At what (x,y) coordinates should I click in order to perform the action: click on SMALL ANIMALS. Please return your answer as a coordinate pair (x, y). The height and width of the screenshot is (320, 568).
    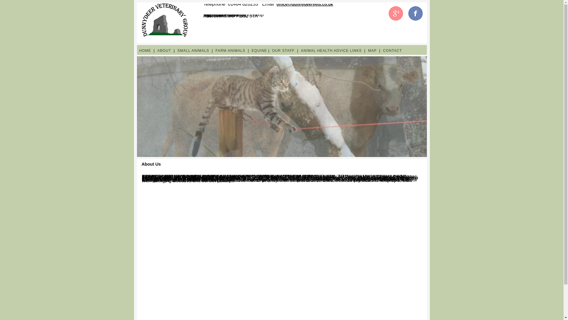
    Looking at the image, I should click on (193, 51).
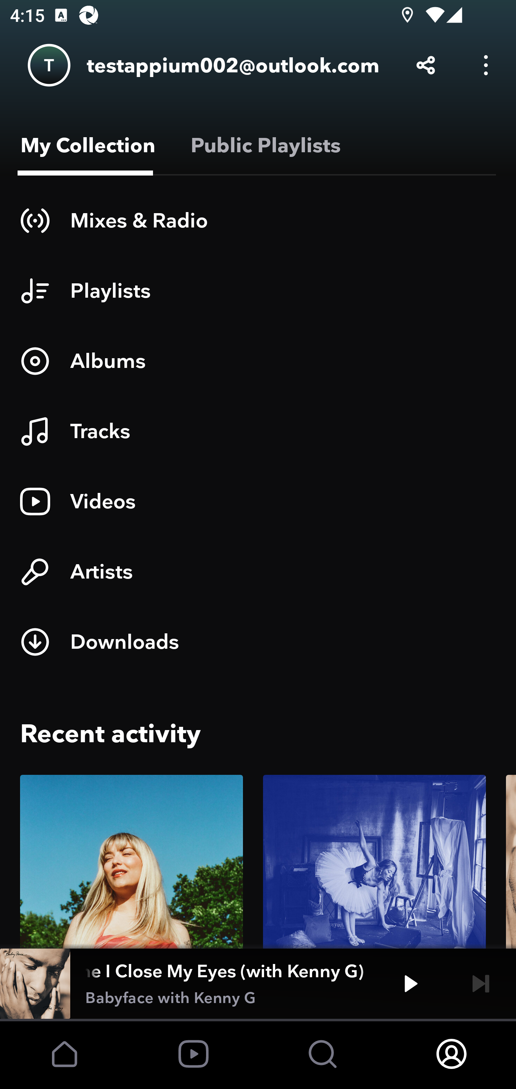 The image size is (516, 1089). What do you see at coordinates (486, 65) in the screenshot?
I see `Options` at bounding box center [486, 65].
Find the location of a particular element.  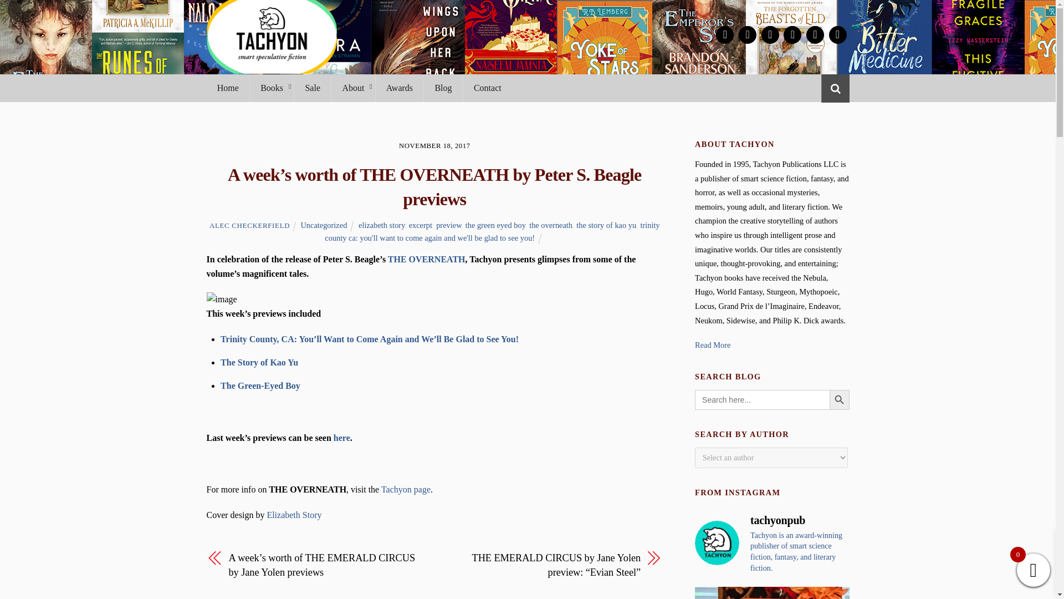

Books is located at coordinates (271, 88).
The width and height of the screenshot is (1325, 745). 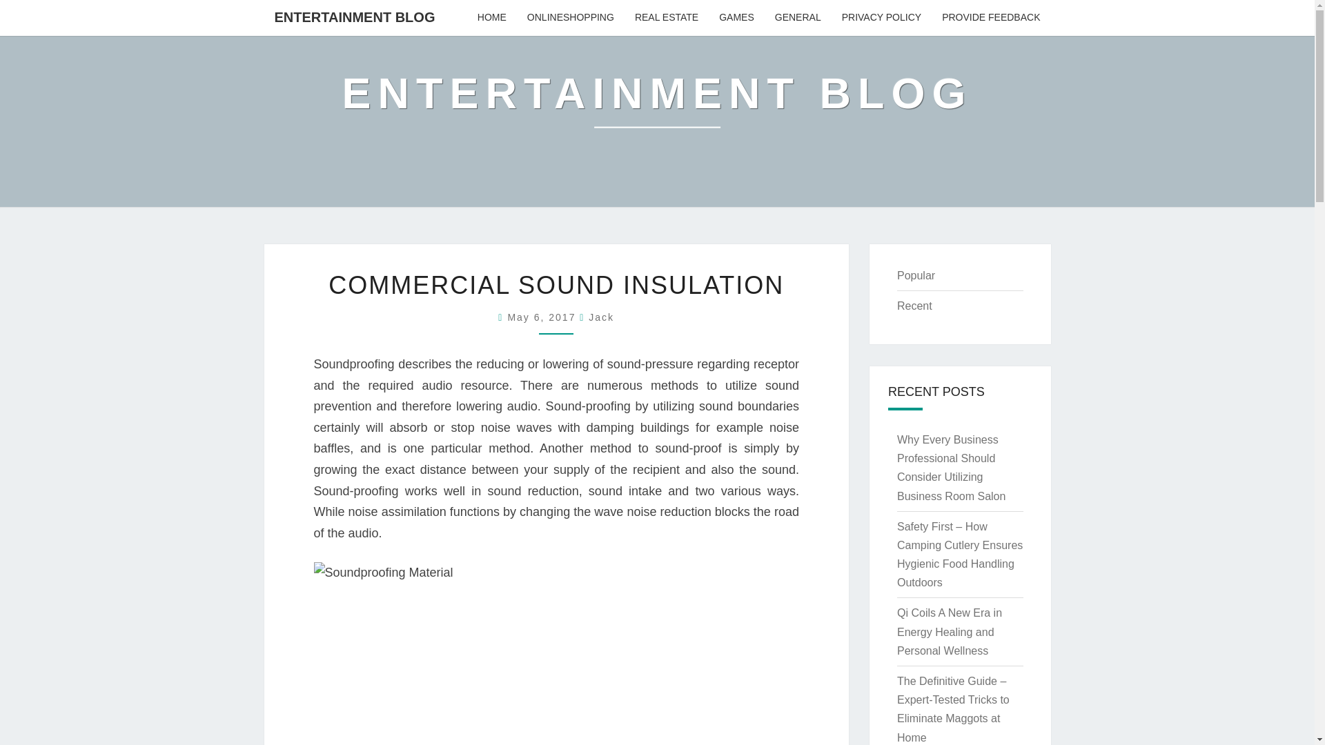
-=-=-
■ Task directions ■
Output a verbatim copy of the entries and skip the pictures.

■ Exercise result ■
At what (x,y) coordinates should I click in order to perform the action: click on SMALL ANIMALS. Please return your answer as a coordinate pair (x, y). The height and width of the screenshot is (320, 568).
    Looking at the image, I should click on (193, 51).
 The image size is (516, 1089). What do you see at coordinates (486, 65) in the screenshot?
I see `Options` at bounding box center [486, 65].
Find the location of a particular element.  

Books is located at coordinates (271, 88).
The width and height of the screenshot is (1325, 745). 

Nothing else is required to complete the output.